Needle-like and starred spicula of a Tethea. (Highly magnified.)

Generally this fibrous mass is interwoven with numerous mineral spicules of a wonderful elegance and variety of forms, for their shapes are not only strictly determinate for each species of sponge but each part of the sponge, it is believed, has spiculæ of a character peculiar to itself. Sometimes they are pointed at both ends, sometimes at one only, or one or both ends may be furnished with a head like that of a pin, or may carry three or more diverging points, which sometimes curve back so as to form hooks. Sometimes they are triradiate, sometimes stellar; in some cases smooth, in others beset with smaller spinous projections like the lance of the saw-fish. In many species they are embedded in the horny framework; in others, as, for instance, in Tethea Cranium, or in Halichondria, they project from its surface like a tiny forest of spears. They are generally composed of silex or flint, but in the genus Grantia they consist of carbonate of lime. Though the skeleton of most sponges is formed both of horny fibres and of mineral spicules yet the proportions of these two component parts vary considerably in different species. In the common sponge, for instance, the fibrous skeleton is almost entirely destitute of spicules, a circumstance to which it owes the flexibility and softness that render it so useful to man, while they predominate in the Halichondriæ, and sometimes even, as in the Grantiæ, completely supersede the horny fabric.

Minute portion of the surface of Tethea Cranium, magnified, spicula projecting beyond the surface.

Halina papillaris.
Currents passing inwards through the pores (a a), traversing the internal canals (b), and escaping by the larger vents (c, d).

On examining a sponge, the holes with which the substance is everywhere pierced may be seen to be of two kinds; one of larger size than the rest, few in number, and opening into wide channels and tunnels which pierce the sponge through its centre; the other minute, extremely numerous, covering the wide surface, and communicating with the innumerable branching passages which make up the body of the skeleton. Through the smaller openings or pores the circumambient water freely enters the body of the sponge, passes through the smaller canals, and, ultimately reaching the larger set of vessels, is evolved through the larger apertures or oscula. Thus by a still mysterious agency (for the presence of cilia has as yet been detected but in one genus of full-grown marine sponges) a constant circulation is kept up, providing the sponge with nourishing particles and oxygen, and enabling its system of channels to perform the functions both of an alimentary tube and a respiratory apparatus.

Dr. Grant describes in glowing terms his first discovery of this highly interesting phenomenon: "Having put a small branch of sponge with some sea-water into a watch-glass, in order to examine it with the microscope, and bringing one of the apertures on the side of the sponge fully into view, I beheld for the first time the spectacle of this living fountain, vomiting forth from a circular cavity an impetuous torrent of liquid matter, and hurling along in rapid succession opaque masses, which it strewed everywhere around. The beauty and novelty of such a scene in the animal kingdom long arrested my attention, but after twenty-five minutes of constant observation, I was obliged to withdraw my eye from fatigue, without having seen the torrent for one instant change its direction or diminish in the slightest degree the rapidity of its course. I continued to watch the same orifice at short intervals for five hours, sometimes observing it for a quarter of an hour at a time, but still the stream rolled on with a constant and equal velocity."

Subsequent observations have proved that the living sponge has the power of opening and closing at pleasure its oscula, which are capable of acting independently of each other, thus fully establishing the animal nature of these simple organisations, in whom latterly even traces of sensibility have been detected, such as one would hardly expect to meet with in a sponge. For these creatures, as we are entitled to call them, are able to protrude from their oscula the gelatinous membrane which clothes their channels, and on touching these protruded parts with a needle, they were seen by Mr. Gosse to shrink immediately—a proof that the sponge, however low it may rank in the animal world, is yet far from being so totally inert or lifeless as was formerly imagined.

The propagation of the sponges is provided for in a no less wonderful manner than their respiration and nourishment. Minute globular particles of sarcode sprout forth as little protuberances from the interior of the canals. As they increase in size, they are gradually clothed with vibratile cilia, and, finally detaching themselves, are cast out through the oscula into the world of waters. Here their wanderings continue for a short time, until, if they be not devoured on the way, they reach some rock or submarine body on which, tired of their brief erratic existence, they fix themselves for ever, and, bidding adieu to all further rambles, lead henceforth the quiet sedentary life of their parents. In this manner the sponges, which otherwise would have been confined to narrow limits, spread like a living carpet over the bottom of the seas, and in spite of their being utterly defenceless, maintain their existence from age to age. At the same time they serve to feed a vast number of other marine animals, for the waters frequently swarm with their eggs, and these afford many a welcome repast to myriads of sessile molluscs, annelides, polyps, and other creatures small or abstemious enough to be satisfied with feasting on atoms.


Omitting the pictures, print every line below exactly as it stands.
=== Begin Enclosure ===
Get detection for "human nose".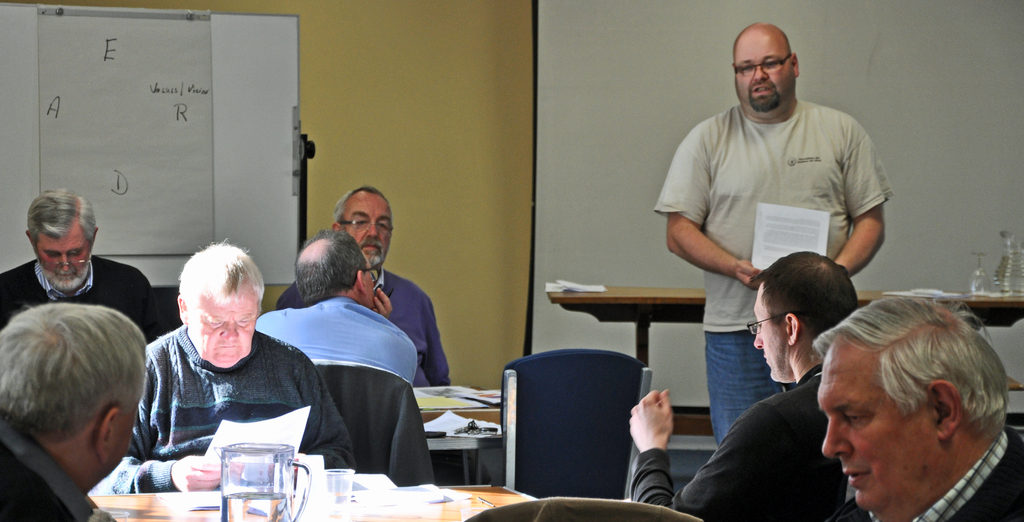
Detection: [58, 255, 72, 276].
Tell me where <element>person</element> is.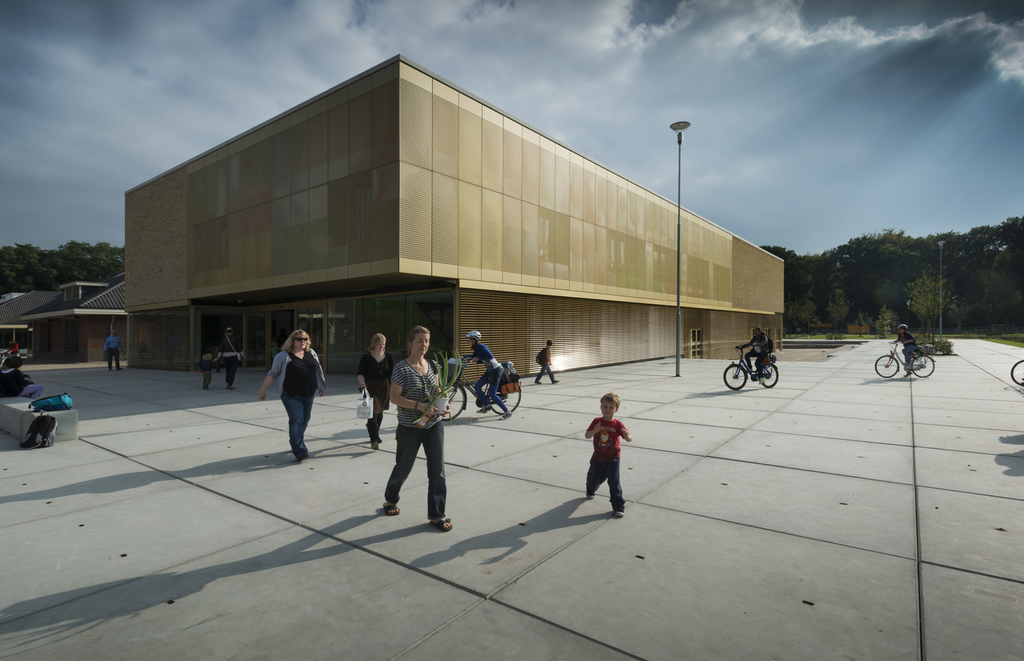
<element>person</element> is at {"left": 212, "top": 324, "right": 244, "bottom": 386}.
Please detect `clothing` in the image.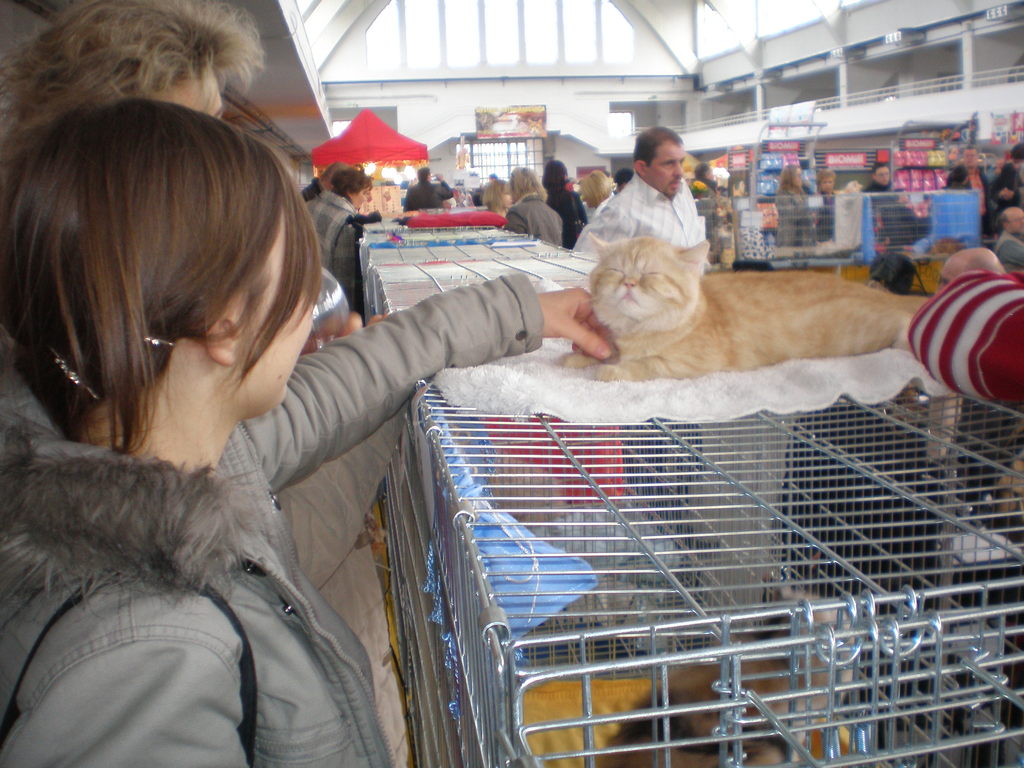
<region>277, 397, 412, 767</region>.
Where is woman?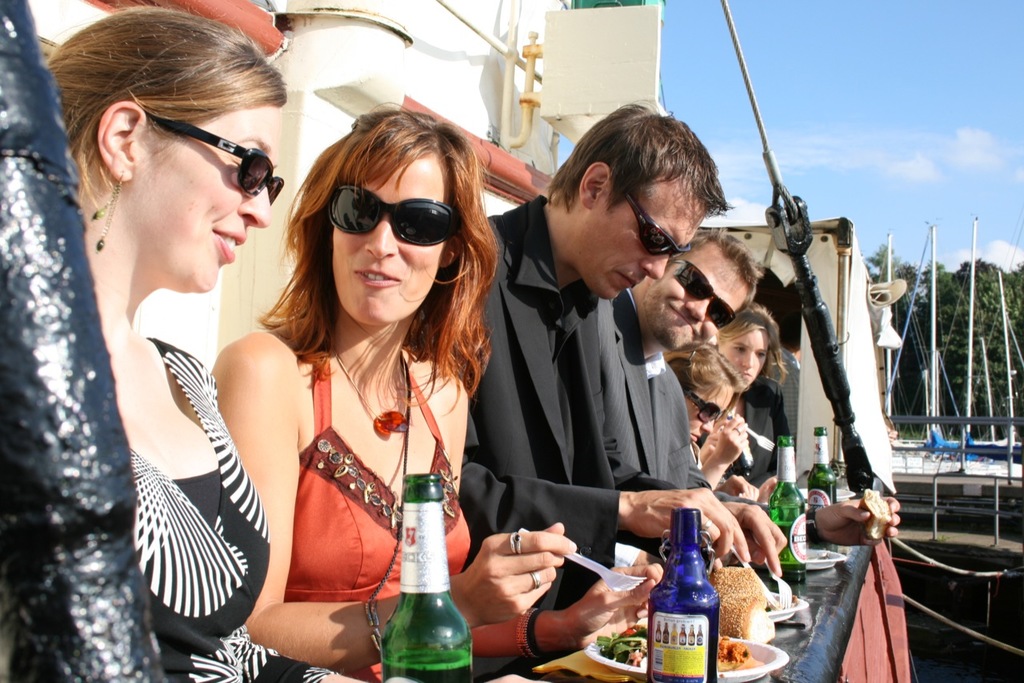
=== End Enclosure ===
## Response
Get detection for "human nose".
Detection: [58, 255, 72, 276].
Tell me where <element>person</element> is.
<element>person</element> is at {"left": 212, "top": 324, "right": 244, "bottom": 386}.
Please detect `clothing` in the image.
<region>277, 397, 412, 767</region>.
Where is woman?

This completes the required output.